Related careers in Arts & Media
Quick answers
The stuff people actually ask about this job
Can a media and communication workers, all other afford a 2BR apartment alone in Kansas City?
Yes — at the median salary of $71K, rent takes 29.3% of take-home pay. A 2-bedroom at the HUD Fair Market Rent runs $1,358/month. That stays under the 30% guideline most financial planners use.
What’s the entry-level salary for media and communication workers, all others in Kansas City?
The 10th-percentile wage — what new media and communication workers, all others typically earn — is $55K/year. Take-home on that works out to about $3,695/month. At HUD’s $1,358/month FMR, rent would take 37% of that take-home — above the 30% guideline, so a 1-bedroom or shared housing is likely necessary starting out.
Is media and communication workers, all other a high-paying job in Kansas City?
Pay here is roughly in line with the national average — $71K locally vs. $74K nationally, a 4% difference.
How does Kansas City compare to the national average for media and communication workers, all others?
Kansas City pays $71K median vs. the U.S. average of $74K — that’s -4%. After adjusting for local cost of living (RPP 92.54), the purchasing-power equivalent is $77K — still ahead of the national median.
How much do media and communication workers, all others make in Kansas City, MO-KS?
The median is $70,900 a year, that works out to about $34 an hour. But the range is wide: entry-level workers start around $54,920, and experienced media and communication workers, all others can clear $93,750. These are BLS numbers, based on employer-reported data, not self-reported surveys.
Is $71K enough to live in Kansas City?
On that salary, you'd take home roughly $4,640/month after taxes.
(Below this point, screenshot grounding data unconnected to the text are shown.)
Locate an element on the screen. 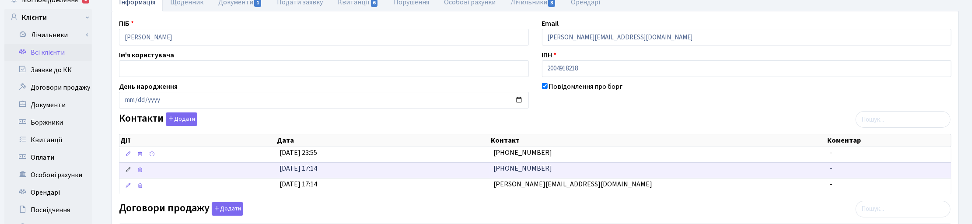 The width and height of the screenshot is (972, 224). th: Дії is located at coordinates (198, 140).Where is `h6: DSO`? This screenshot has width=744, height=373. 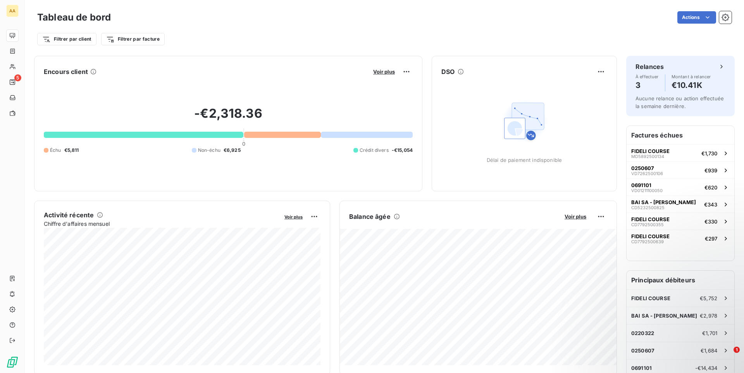 h6: DSO is located at coordinates (448, 72).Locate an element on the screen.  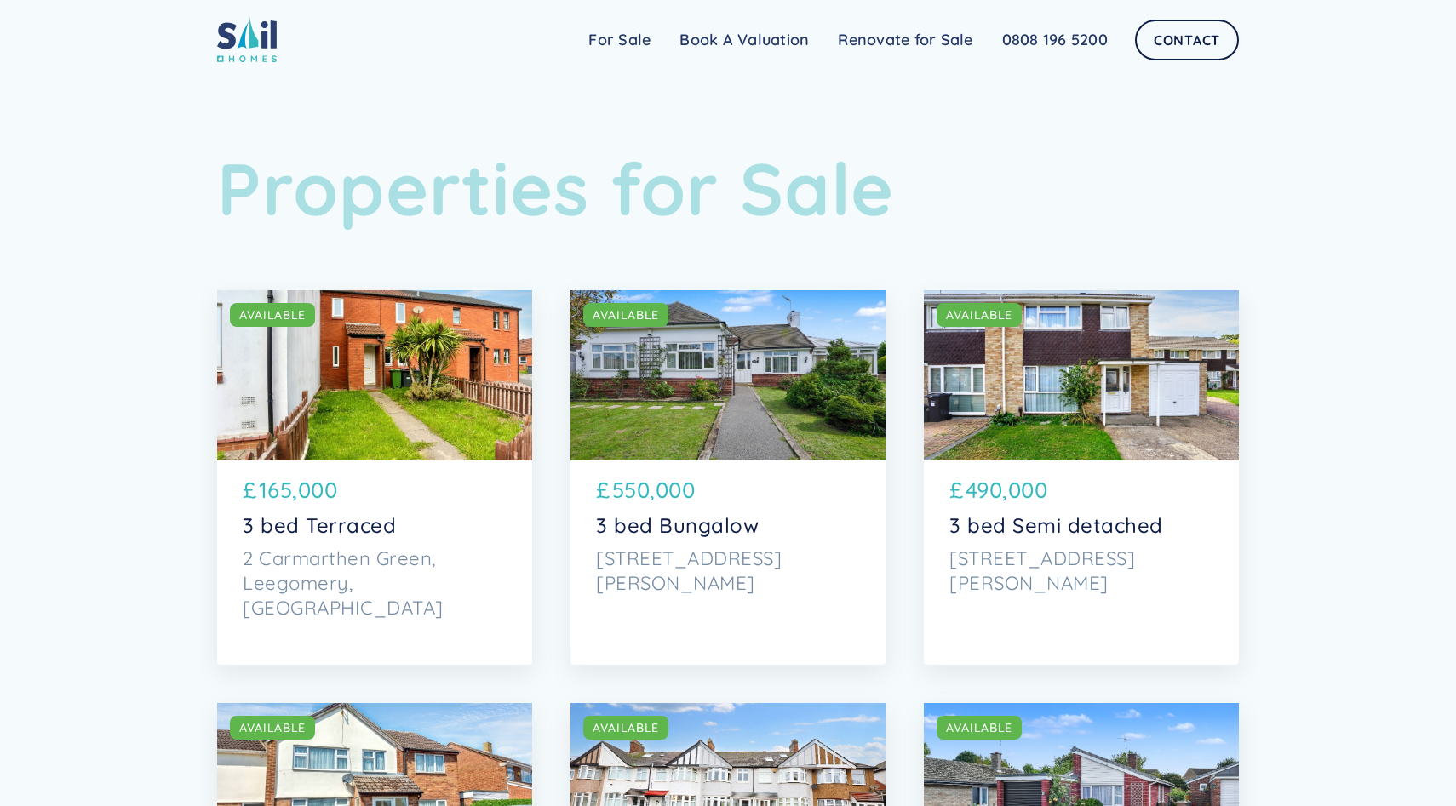
a: Contact is located at coordinates (1187, 40).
A 2-bedroom here rents for about $1,358/month, which eats 29.3% of your paycheck. That's under the 30% guideline most financial planners use, so the numbers work.
How far does a media and communication workers, all other salary go in Kansas City?
Kansas City has a Regional Price Parity of 92.54 (100 is the national average). That's below average, your money stretches further here than the raw salary number suggests. After cost-of-living adjustment, the median media and communication workers, all other salary is worth about $76,616 in national-average purchasing power.
Where do media and communication workers, all others get paid the most?
The table above ranks every state by median pay for this role. Keep in mind that the highest-paying states tend to have the highest costs of living, so the top salary doesn't always mean the most money in your pocket.